Ballad of murder unfolds in drawings
A crime story not at all like the packaged, televised experience.
Every day, we Americans experience a disconnect between crime and entertainment. On television, stories of missing wives and girls, cross-country chases, and high school sharpshooters are told in dramatized news programs, complete with morose music to suit the particular outrage - and then they're imitated on shows like
Law and Order
. The stories and their knock-offs are becoming so similar it's hard to tell the difference.
Rob Matthew's series of graphite drawings at Gallery Joe tells a familiar archetype of horrific story, but his tale unfolds slowly and mournfully, decidedly unlike the evening news, or prime time. His model of storytelling is the ballad, using his paper and pencil in place of a guitar.
The narrative of Knoxville Girl, which was loosely inspired by the murder of a young woman in that city, is reminiscent of that of the Fishtown teens who lured a friend to his death. (Others might recall an earlier version of a similar story, of the privileged but troubled New York kids who stabbed and eviscerated a homeless man in Central Park.)
What we're shown in Knoxville Girl, though - and what no one would likely ever see in real life, and probably not even on TV - is the act of murder, including the time before and after it occurred (all in pencil-on-paper, of course). This denouement, as drawn in 14 scenes, is the product of Matthews' imagination, but Matthews' fastidious drawings look as if they're based on photographs or stills from a film. The randomness and pointlessness of this murder of one young woman by another, as told by Matthews, is less shocking than pathetic and sad. This story shows the murderer collapse in a revelation of the horror of her act.
Matthews' individual portraits of the victim (as alive), the cold-blooded female assailant, and her two male sidekicks, depict these four as the self-possessed types you imagine they'd like to be perceived as, and add to the ballad-like, Wild West character of his series.
Marilyn Holsing, who is having her first show with Gallery Joe, has set off her charming gouache paintings of the young Marie Antoinette at play by transforming the gallery's Vault space into an 18th-century French sitting room replete with embroidered benches, toile curtains, and other period aristocratic ornamentation.
Though I understand the temptation, I'm not sure Holsing's paintings benefit from their over-the-top accoutrements. Their sweetness and innocence would have been nicely offset by the claustrophobic, unadorned Vault.
Day and night
Most of Fleisher/Ollman is given over to the work of Felipe Jesus Consalvos, the Cuban-born artist who supported himself as a cigar roller and lived in Miami, New York and, finally, in Philadelphia, where he died in the 1950s or 1960s. His exquisite, complex collages - his own highly developed answer to the vernacular cigar-band collage - were discovered in a West Philadelphia garage sale in 1980.
The artist's second solo show, of newly released works from his estate, includes many more of his eye-popping compositions, on paper as well as on violins and other objects. This is an artist who clearly never rested, and we're the luckier for it.
The contrast between Matthews and Holsing at Gallery Joe pales next to the one between Consalvos and Marcy Hermansader, a Vermont-based contemporary artist who is exhibiting collages she made in response to the Iraq war.
Each of Hermansader's solemn works is an organic or geometric shape built up from fingertip-size pieces of torn paper, into which she's set a small pencil drawing based on her cropping of a newspaper photograph of the Iraq war. Together with their respective shapes, Hermansader's drawn images, which depict the face and shoulders of an Iraqi man lying in bed, a medic, a grieving Iraqi woman, and others, suggest the visual equivalent of eulogies.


_Task description_
Wherever "motivational" turns up in the entries, copy out the line that holds it.

_Data shown_
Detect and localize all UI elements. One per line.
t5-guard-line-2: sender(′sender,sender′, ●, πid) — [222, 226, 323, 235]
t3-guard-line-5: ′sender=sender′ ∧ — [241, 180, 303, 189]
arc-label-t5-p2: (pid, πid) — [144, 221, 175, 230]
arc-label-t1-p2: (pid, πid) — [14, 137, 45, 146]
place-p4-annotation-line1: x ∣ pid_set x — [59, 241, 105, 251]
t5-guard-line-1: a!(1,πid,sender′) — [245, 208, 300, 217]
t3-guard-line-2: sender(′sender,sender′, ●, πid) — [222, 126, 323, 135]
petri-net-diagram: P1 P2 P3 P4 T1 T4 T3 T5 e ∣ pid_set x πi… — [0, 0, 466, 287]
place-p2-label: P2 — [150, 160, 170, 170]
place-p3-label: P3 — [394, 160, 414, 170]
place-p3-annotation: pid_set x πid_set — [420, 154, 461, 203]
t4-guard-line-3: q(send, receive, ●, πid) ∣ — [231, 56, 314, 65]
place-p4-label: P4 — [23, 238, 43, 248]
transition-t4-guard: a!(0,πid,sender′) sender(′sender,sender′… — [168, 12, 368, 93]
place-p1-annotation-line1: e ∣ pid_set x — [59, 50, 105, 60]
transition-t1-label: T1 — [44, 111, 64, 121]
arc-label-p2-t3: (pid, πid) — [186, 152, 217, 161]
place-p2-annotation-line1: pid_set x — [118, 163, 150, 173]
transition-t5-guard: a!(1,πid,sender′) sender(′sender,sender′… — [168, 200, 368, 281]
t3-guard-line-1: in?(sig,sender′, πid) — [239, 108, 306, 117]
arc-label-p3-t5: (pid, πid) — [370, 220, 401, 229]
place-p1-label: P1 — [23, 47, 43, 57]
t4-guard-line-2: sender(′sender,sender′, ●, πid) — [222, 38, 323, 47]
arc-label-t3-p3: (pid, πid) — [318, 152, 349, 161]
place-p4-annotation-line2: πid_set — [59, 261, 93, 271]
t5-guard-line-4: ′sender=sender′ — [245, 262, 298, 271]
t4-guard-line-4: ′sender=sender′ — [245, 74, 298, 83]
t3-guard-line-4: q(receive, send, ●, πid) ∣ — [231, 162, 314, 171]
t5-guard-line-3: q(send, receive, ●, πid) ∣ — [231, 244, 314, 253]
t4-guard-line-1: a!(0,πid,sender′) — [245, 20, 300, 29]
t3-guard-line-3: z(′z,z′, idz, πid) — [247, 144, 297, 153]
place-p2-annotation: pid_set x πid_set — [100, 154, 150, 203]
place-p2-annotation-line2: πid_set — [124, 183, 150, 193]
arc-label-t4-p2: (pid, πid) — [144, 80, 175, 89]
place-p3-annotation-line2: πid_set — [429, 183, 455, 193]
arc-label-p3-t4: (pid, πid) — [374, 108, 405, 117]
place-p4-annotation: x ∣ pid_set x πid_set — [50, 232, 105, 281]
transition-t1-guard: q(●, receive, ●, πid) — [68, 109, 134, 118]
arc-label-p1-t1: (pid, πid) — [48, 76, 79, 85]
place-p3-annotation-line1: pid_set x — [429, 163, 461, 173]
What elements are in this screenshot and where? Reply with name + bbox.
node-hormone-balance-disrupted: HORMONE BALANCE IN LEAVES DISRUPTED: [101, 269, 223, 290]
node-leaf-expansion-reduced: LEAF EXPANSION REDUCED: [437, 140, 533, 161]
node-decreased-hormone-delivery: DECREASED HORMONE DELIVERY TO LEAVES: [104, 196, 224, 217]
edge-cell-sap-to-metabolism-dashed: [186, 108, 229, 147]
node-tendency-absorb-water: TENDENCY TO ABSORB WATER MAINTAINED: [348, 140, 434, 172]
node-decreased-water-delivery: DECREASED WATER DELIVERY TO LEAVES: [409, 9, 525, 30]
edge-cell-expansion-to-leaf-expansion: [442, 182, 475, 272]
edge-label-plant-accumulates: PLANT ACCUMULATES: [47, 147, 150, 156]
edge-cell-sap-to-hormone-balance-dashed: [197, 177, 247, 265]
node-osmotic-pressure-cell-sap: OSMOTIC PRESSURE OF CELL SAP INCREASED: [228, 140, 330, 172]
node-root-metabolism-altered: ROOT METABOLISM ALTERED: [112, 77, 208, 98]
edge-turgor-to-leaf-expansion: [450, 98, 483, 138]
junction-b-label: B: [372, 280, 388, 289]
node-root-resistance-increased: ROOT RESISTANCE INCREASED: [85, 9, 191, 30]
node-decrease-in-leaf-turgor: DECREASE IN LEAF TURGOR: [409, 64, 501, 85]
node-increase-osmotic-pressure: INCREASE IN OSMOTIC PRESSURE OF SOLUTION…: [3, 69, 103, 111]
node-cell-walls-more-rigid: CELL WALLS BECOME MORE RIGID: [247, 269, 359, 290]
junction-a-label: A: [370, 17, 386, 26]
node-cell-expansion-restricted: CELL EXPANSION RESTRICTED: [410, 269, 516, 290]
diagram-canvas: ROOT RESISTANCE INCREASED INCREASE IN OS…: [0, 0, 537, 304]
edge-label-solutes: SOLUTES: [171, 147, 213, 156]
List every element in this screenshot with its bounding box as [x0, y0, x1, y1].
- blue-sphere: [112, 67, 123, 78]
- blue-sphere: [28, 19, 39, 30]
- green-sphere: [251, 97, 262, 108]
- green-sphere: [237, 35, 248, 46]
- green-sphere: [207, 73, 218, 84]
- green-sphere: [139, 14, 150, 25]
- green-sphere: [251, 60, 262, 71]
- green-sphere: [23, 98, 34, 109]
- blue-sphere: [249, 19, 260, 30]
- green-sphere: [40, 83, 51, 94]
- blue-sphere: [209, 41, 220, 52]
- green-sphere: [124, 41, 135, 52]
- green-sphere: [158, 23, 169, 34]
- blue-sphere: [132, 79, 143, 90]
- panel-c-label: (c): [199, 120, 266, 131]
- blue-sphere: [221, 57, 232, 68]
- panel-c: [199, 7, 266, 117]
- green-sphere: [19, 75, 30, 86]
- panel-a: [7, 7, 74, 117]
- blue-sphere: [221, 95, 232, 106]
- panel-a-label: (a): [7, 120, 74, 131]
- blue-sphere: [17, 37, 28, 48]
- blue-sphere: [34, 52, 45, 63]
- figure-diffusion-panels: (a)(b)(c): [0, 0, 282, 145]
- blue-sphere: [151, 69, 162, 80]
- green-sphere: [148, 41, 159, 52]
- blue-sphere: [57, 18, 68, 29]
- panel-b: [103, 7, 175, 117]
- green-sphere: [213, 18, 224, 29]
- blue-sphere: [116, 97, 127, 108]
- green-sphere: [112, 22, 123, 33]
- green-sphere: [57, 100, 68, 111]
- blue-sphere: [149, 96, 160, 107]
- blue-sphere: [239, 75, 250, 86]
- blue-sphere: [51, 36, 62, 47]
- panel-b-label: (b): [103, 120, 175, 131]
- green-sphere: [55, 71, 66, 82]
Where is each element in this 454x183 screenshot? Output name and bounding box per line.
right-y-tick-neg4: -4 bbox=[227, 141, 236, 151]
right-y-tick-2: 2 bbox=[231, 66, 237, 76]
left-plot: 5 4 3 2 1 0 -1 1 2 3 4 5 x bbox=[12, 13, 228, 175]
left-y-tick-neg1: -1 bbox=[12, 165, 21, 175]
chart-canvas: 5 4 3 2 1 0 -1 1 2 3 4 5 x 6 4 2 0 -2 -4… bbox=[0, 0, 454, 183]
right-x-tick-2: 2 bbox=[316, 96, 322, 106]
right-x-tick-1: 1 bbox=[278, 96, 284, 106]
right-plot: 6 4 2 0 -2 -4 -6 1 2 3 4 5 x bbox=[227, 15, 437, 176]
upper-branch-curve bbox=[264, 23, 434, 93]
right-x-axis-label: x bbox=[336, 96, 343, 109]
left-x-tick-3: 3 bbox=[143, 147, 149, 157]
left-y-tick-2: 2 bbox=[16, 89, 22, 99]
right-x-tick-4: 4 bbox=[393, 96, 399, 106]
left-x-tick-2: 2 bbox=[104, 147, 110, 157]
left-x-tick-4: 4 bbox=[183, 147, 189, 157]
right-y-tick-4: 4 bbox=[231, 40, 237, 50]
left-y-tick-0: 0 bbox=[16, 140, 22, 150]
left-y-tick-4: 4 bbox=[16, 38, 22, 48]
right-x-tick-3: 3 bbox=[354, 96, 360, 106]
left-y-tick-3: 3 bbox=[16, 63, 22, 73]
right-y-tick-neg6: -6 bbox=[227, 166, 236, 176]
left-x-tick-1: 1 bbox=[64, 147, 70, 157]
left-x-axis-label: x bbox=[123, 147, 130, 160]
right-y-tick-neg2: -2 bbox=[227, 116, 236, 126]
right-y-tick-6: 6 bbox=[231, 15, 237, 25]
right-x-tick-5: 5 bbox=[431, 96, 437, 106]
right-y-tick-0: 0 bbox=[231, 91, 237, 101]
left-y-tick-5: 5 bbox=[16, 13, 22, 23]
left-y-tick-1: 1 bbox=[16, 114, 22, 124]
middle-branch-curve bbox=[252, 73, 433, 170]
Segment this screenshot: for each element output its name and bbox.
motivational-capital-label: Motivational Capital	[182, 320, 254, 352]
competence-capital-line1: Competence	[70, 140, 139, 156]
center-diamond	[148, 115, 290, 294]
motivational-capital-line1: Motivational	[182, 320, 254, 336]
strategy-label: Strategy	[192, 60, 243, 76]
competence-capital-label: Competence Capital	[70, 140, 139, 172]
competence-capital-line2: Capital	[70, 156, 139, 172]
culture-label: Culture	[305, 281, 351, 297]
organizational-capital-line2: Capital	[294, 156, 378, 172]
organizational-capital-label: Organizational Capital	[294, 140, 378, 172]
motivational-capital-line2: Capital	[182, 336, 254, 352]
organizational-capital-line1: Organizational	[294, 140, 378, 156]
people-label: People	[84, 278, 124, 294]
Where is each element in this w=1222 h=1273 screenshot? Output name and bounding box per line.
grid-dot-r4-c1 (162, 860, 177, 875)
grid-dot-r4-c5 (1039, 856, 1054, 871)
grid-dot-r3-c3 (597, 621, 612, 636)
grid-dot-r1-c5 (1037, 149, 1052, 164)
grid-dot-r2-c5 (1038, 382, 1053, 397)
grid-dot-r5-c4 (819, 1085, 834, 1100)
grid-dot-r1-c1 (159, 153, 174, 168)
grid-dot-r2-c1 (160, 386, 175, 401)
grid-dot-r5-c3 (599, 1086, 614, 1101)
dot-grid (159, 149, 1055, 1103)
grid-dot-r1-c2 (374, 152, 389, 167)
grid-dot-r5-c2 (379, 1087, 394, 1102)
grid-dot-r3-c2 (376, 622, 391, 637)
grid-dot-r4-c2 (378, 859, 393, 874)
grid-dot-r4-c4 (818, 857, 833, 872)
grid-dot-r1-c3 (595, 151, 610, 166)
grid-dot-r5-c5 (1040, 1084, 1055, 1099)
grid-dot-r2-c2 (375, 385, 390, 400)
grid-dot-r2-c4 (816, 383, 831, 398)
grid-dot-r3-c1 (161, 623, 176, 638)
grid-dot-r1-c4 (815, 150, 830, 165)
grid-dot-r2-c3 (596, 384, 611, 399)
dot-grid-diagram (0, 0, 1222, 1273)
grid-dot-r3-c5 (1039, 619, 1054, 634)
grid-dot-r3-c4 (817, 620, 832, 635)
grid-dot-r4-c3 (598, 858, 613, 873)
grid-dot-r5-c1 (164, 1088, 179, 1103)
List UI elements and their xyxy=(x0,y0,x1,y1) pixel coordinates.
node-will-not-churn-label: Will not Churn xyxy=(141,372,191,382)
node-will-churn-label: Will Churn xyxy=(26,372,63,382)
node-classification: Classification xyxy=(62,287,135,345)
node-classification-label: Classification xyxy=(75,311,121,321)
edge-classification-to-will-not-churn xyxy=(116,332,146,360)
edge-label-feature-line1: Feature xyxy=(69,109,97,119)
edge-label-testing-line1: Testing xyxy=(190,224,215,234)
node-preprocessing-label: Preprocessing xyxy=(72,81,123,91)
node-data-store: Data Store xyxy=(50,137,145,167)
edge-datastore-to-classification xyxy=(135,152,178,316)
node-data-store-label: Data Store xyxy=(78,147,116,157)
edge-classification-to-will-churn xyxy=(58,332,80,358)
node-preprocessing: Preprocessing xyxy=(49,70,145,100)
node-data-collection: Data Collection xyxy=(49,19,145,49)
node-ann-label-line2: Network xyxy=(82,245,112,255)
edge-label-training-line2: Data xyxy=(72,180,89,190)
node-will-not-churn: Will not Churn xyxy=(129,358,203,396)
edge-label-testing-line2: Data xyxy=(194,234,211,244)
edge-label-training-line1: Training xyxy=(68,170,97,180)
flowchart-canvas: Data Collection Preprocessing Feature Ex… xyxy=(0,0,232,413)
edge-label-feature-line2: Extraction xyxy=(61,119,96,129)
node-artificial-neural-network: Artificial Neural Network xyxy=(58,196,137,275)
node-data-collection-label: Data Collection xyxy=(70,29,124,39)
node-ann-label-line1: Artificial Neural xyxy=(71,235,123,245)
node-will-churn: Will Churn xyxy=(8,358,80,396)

_Exercise result_
motivational-capital-label: Motivational Capital	[182, 320, 254, 352]
motivational-capital-line1: Motivational	[182, 320, 254, 336]
motivational-capital-line2: Capital	[182, 336, 254, 352]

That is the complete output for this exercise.